The Sunday Telegraph

Nothing ruins your flight like a drunkard at 30,000ft

- Treat understand aggress incr tur fl th mean havin perso

Ihad a nightmare flight recently, when three people were sick (three!) and not one got it in the bag. The only thing as bad, or worse, would be to be stuck on a plane with a drunk making trouble.

And that has, apparently, been getting more likely; the Civil Aviation Authority counted the number of flights disrupted or endangered by abusive and violently inebriated people last year at 417 – double what it was five years ago.
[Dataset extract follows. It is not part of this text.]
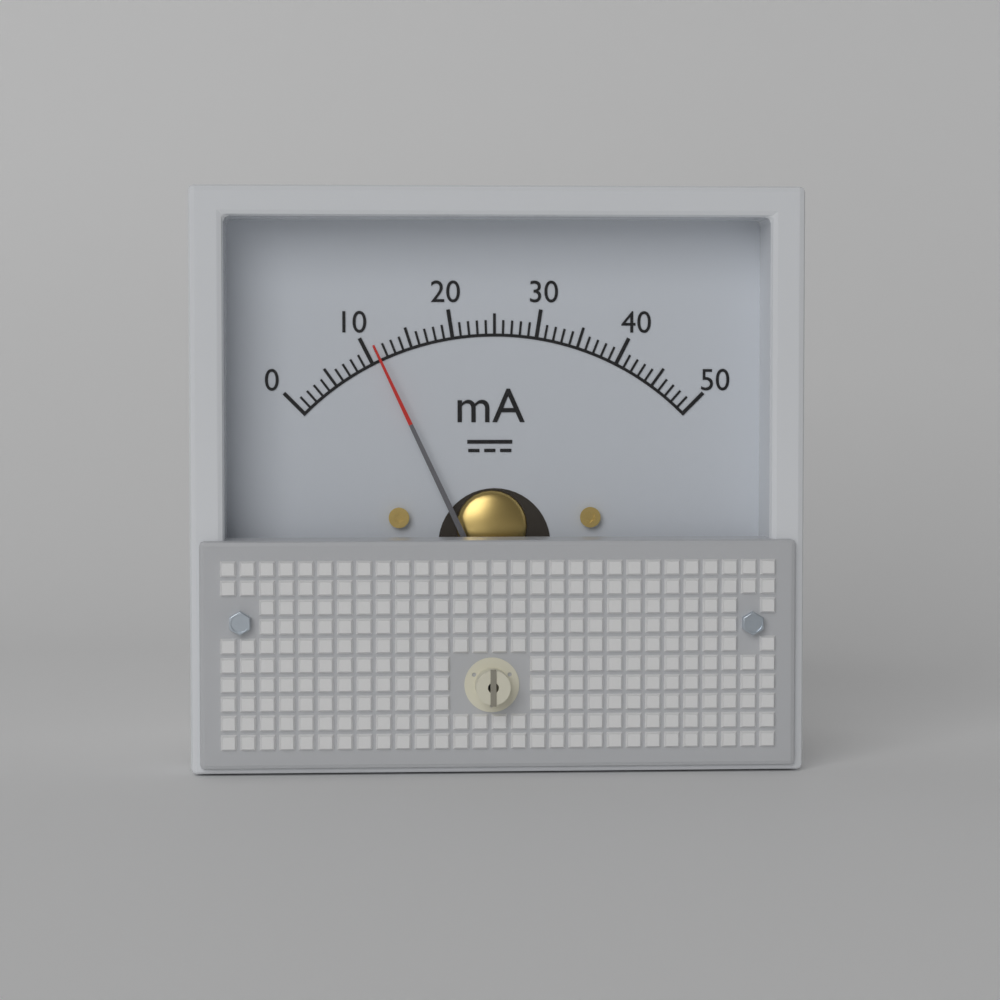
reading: 11 mA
As a boozy nation whose airports are full of beer-swillers from 6am, it’s no surprise that the British authoritie­s are taking these figures seriously.

The Department for Transport has unveiled a new strategy document recommendi­ng a number of measures for cracking down on those who get drunk and disorderly in the air.

The most draconian seems to be on-the-spot fines; already the courts can slap sozzled fliers with a £5,000 fine and up to two years in prison.

I have always despised drinkfuell­ed ruckus-makers, but I can see why some people use a flight as an excuse to get plastered. It is a peculiar form of limbo, one of the increasing­ly rare passages of “dead time”, and one does rather feel one should celebrate – wherever one is bound.

For this reason, I like a glass of something or other on board (if the time of day is right), and plenty of sweet treats.

But if the urge to make merry is understand­able, then the desire to get aggressive­ly trolleyed points to a sad facet of modern life: with our brains increasing­ly overloaded, we instead turn to physical pleasures for escapism – a pursuit that, as the drunk fliers can attest, can go badly wrong pretty quickly.

Is there no way back to a world in which letting loose meant reading a great novel or having a fantastic chat with the person next to you? I fear not.